Overview

The Palomar Observatory, located in north San Diego County California, is owned and operated by the California Institute of Technology. The Observatory supports the research of the Caltech faculty, post-doctoral fellows and students, and the researchers at Caltech's collaborating institutions. Palomar Observatory is home to the historic Hale 200-inch telescope.

The Palomar Adaptive Optics System (PALAO), built by Jet Propulsion Laboratory , corrects for the atmospheric blur of astronomical targets caused by turbulence in the Earth's atmosphere. Science images are obtained using the Palomar High Angular Resolution Observer (PHARO), design and built by Cornell University.

Results

The two images below are results from work performed using the Palomar Adaptive Optics Instrument.

The picture on the left was developed using the adaptive optics system in conjunction with the laser guide star on July 29, 2007. The results were: LGS bright star PSF, 2.2 nm, 30s FWHM=0.089", Strehl=48%

The image on the right was taken with the lucky camera, which is part of the LAMP project. The LAMP (LuckyCam) instrument at Palomar combines two telescope image-improvement technologies to obtain the highest-resolution direct images of space ever recorded in visible light.

LGS bright star PSF, 2.2 nm,   LAMP via LuckyCam

Glimpse-C01 images compared

The images below are a comparison of a galactic globular cluster discovered with the Spitzer Space Telescope. The image on the left was taken with the Palomar Hale Telescope using the adaptive optics instrument in conjuction with the laser guide star during engineering time on May 24, 2007.



galactic globular cluster

PHARO LGS Ks image 500s integ., 40" FOV, 150 mas FWHM
galactic globular cluster

WIRO H image Kobulnicky et al. 2005, AJ 129, 239-250

This is the first Palomar Laser Guide Star (LGS) image of a star (mV=10) corrected using the LGS as the reference source for the AO correction. In the equivalent of 1.3 arcsecond visible seeing we achieved a corrected K-band image with a FWHM of 0.16 arcseconds (~1.7x the diffraction limit). This is a major milestone and puts Palomar AO in a class occupied by only a handful of observatories with LGS. The laser power was 6 watts and the high order AO wavefront sensor was running at a frame rate of 150Hz.

Significance of Results

This demonstration illustrates the viability of adaptive controllers for adaptive optics, and presents a practical real-time control implementation. Experimental data using realistic wavefront turbulence show that the adaptive controller is capable of significantly improved disturbance rejection bandwidth. This level of performance is autonomously maintained when the disturbance statistics change significantly, without the need to explicitly re-identify a disturbance model. As future AO systems push for higher wavefront correction, employing similar adaptive controllers could provide significant performance margin, enabling lower cost hardware and adding robustness under non-ideal operating conditions.

  

Publications

Here is a list of the Technical Publications that were written on the instrument or data taken with the instrument. A partial list of the numerous scientific publications that arose from PALAO is given here: Science Publications

Status

In 2012 PALAO was replaced by the PALM-3000 AO system on the Hale telescope.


## Work request
Please give back all the records exactly, but keep the pictures out.

[Data section Boundary: Start]

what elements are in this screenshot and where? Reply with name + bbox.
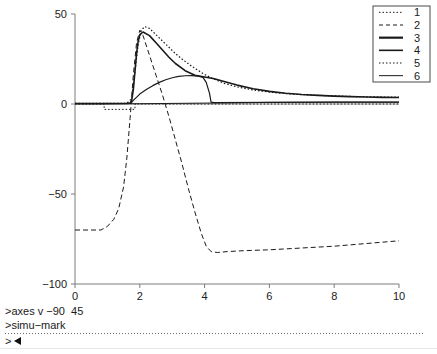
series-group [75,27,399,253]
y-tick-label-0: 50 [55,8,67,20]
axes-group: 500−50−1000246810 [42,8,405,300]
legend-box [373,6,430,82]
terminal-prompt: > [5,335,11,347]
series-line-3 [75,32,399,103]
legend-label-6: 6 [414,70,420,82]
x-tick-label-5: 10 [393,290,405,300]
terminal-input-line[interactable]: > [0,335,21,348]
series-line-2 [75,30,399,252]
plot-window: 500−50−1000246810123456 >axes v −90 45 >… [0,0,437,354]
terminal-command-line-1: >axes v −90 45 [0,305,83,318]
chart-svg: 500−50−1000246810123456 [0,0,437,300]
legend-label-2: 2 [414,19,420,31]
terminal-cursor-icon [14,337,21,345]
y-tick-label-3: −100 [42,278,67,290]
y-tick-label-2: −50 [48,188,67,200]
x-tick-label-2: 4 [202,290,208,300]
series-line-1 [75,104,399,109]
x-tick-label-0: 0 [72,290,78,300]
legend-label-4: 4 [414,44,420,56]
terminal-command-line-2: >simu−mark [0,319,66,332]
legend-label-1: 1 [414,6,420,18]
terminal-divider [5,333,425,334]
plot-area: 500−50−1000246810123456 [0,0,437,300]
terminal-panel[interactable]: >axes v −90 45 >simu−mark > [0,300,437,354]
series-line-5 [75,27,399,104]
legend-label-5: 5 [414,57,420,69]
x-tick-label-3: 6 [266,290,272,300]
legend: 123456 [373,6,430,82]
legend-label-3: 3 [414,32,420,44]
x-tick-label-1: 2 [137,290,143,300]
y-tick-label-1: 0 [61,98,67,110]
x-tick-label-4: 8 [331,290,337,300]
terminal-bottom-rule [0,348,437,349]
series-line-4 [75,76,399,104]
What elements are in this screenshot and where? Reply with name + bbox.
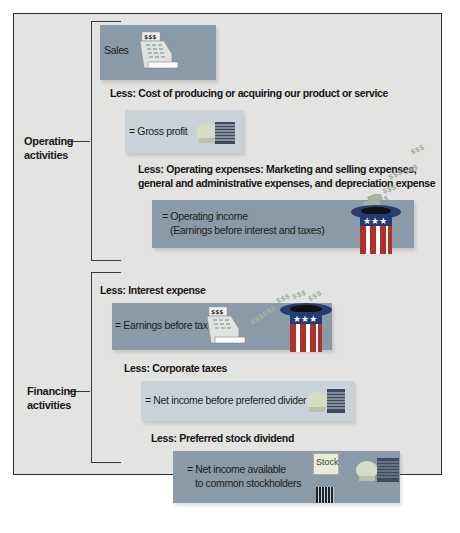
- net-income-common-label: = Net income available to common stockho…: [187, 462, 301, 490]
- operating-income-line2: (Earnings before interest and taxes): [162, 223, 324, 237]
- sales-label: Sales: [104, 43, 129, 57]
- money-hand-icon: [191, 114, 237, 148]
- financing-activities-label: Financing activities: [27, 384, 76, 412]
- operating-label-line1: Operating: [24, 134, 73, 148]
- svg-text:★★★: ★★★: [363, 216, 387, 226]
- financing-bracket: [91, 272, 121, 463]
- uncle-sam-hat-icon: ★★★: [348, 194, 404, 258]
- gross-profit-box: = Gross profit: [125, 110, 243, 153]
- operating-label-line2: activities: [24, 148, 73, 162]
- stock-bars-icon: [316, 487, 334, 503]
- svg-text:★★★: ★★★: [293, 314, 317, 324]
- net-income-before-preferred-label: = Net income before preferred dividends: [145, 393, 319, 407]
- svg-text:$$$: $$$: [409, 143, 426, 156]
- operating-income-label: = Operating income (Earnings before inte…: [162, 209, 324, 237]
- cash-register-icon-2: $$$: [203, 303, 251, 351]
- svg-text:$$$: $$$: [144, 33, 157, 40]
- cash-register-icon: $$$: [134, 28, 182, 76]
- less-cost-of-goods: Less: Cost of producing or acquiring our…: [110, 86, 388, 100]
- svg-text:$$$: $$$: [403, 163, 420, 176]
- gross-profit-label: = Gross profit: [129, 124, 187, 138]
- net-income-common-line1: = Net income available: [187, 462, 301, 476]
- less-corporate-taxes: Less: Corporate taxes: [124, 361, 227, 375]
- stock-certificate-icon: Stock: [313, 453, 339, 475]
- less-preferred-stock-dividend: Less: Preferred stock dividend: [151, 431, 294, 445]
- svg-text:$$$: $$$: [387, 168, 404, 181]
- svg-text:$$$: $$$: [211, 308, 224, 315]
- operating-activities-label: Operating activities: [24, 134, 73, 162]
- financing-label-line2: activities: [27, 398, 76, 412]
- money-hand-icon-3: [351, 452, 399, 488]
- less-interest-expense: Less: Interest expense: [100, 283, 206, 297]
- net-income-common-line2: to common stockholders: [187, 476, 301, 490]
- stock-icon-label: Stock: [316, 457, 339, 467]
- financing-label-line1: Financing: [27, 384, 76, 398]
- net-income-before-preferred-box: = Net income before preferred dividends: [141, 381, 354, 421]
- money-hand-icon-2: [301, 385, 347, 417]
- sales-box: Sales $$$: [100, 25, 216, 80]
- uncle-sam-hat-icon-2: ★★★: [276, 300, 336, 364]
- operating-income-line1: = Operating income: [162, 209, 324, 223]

[Data section Boundary: End]

## Answer section
what elements are in this screenshot and where? Reply with name + bbox.
series-group [75,27,399,253]
y-tick-label-0: 50 [55,8,67,20]
axes-group: 500−50−1000246810 [42,8,405,300]
legend-box [373,6,430,82]
terminal-prompt: > [5,335,11,347]
series-line-3 [75,32,399,103]
legend-label-6: 6 [414,70,420,82]
x-tick-label-5: 10 [393,290,405,300]
terminal-input-line[interactable]: > [0,335,21,348]
series-line-2 [75,30,399,252]
plot-window: 500−50−1000246810123456 >axes v −90 45 >… [0,0,437,354]
terminal-command-line-1: >axes v −90 45 [0,305,83,318]
chart-svg: 500−50−1000246810123456 [0,0,437,300]
legend-label-2: 2 [414,19,420,31]
terminal-cursor-icon [14,337,21,345]
y-tick-label-3: −100 [42,278,67,290]
y-tick-label-2: −50 [48,188,67,200]
x-tick-label-2: 4 [202,290,208,300]
series-line-1 [75,104,399,109]
x-tick-label-0: 0 [72,290,78,300]
legend-label-4: 4 [414,44,420,56]
terminal-command-line-2: >simu−mark [0,319,66,332]
legend-label-1: 1 [414,6,420,18]
terminal-divider [5,333,425,334]
plot-area: 500−50−1000246810123456 [0,0,437,300]
terminal-panel[interactable]: >axes v −90 45 >simu−mark > [0,300,437,354]
series-line-5 [75,27,399,104]
legend-label-5: 5 [414,57,420,69]
x-tick-label-3: 6 [266,290,272,300]
legend: 123456 [373,6,430,82]
legend-label-3: 3 [414,32,420,44]
x-tick-label-1: 2 [137,290,143,300]
y-tick-label-1: 0 [61,98,67,110]
x-tick-label-4: 8 [331,290,337,300]
terminal-bottom-rule [0,348,437,349]
series-line-4 [75,76,399,104]
What elements are in this screenshot and where? Reply with name + bbox.
- net-income-common-label: = Net income available to common stockho…: [187, 462, 301, 490]
- operating-income-line2: (Earnings before interest and taxes): [162, 223, 324, 237]
- sales-label: Sales: [104, 43, 129, 57]
- money-hand-icon: [191, 114, 237, 148]
- financing-activities-label: Financing activities: [27, 384, 76, 412]
- operating-label-line1: Operating: [24, 134, 73, 148]
- svg-text:★★★: ★★★: [363, 216, 387, 226]
- financing-bracket: [91, 272, 121, 463]
- uncle-sam-hat-icon: ★★★: [348, 194, 404, 258]
- gross-profit-box: = Gross profit: [125, 110, 243, 153]
- operating-label-line2: activities: [24, 148, 73, 162]
- stock-bars-icon: [316, 487, 334, 503]
- svg-text:★★★: ★★★: [293, 314, 317, 324]
- net-income-before-preferred-label: = Net income before preferred dividends: [145, 393, 319, 407]
- svg-text:$$$: $$$: [409, 143, 426, 156]
- operating-income-label: = Operating income (Earnings before inte…: [162, 209, 324, 237]
- cash-register-icon-2: $$$: [203, 303, 251, 351]
- svg-text:$$$: $$$: [144, 33, 157, 40]
- cash-register-icon: $$$: [134, 28, 182, 76]
- less-cost-of-goods: Less: Cost of producing or acquiring our…: [110, 86, 388, 100]
- svg-text:$$$: $$$: [403, 163, 420, 176]
- gross-profit-label: = Gross profit: [129, 124, 187, 138]
- net-income-common-line1: = Net income available: [187, 462, 301, 476]
- less-corporate-taxes: Less: Corporate taxes: [124, 361, 227, 375]
- stock-certificate-icon: Stock: [313, 453, 339, 475]
- less-preferred-stock-dividend: Less: Preferred stock dividend: [151, 431, 294, 445]
- svg-text:$$$: $$$: [387, 168, 404, 181]
- svg-text:$$$: $$$: [211, 308, 224, 315]
- operating-activities-label: Operating activities: [24, 134, 73, 162]
- financing-label-line2: activities: [27, 398, 76, 412]
- money-hand-icon-3: [351, 452, 399, 488]
- less-interest-expense: Less: Interest expense: [100, 283, 206, 297]
- net-income-common-line2: to common stockholders: [187, 476, 301, 490]
- stock-icon-label: Stock: [316, 457, 339, 467]
- financing-label-line1: Financing: [27, 384, 76, 398]
- net-income-before-preferred-box: = Net income before preferred dividends: [141, 381, 354, 421]
- money-hand-icon-2: [301, 385, 347, 417]
- sales-box: Sales $$$: [100, 25, 216, 80]
- uncle-sam-hat-icon-2: ★★★: [276, 300, 336, 364]
- operating-income-line1: = Operating income: [162, 209, 324, 223]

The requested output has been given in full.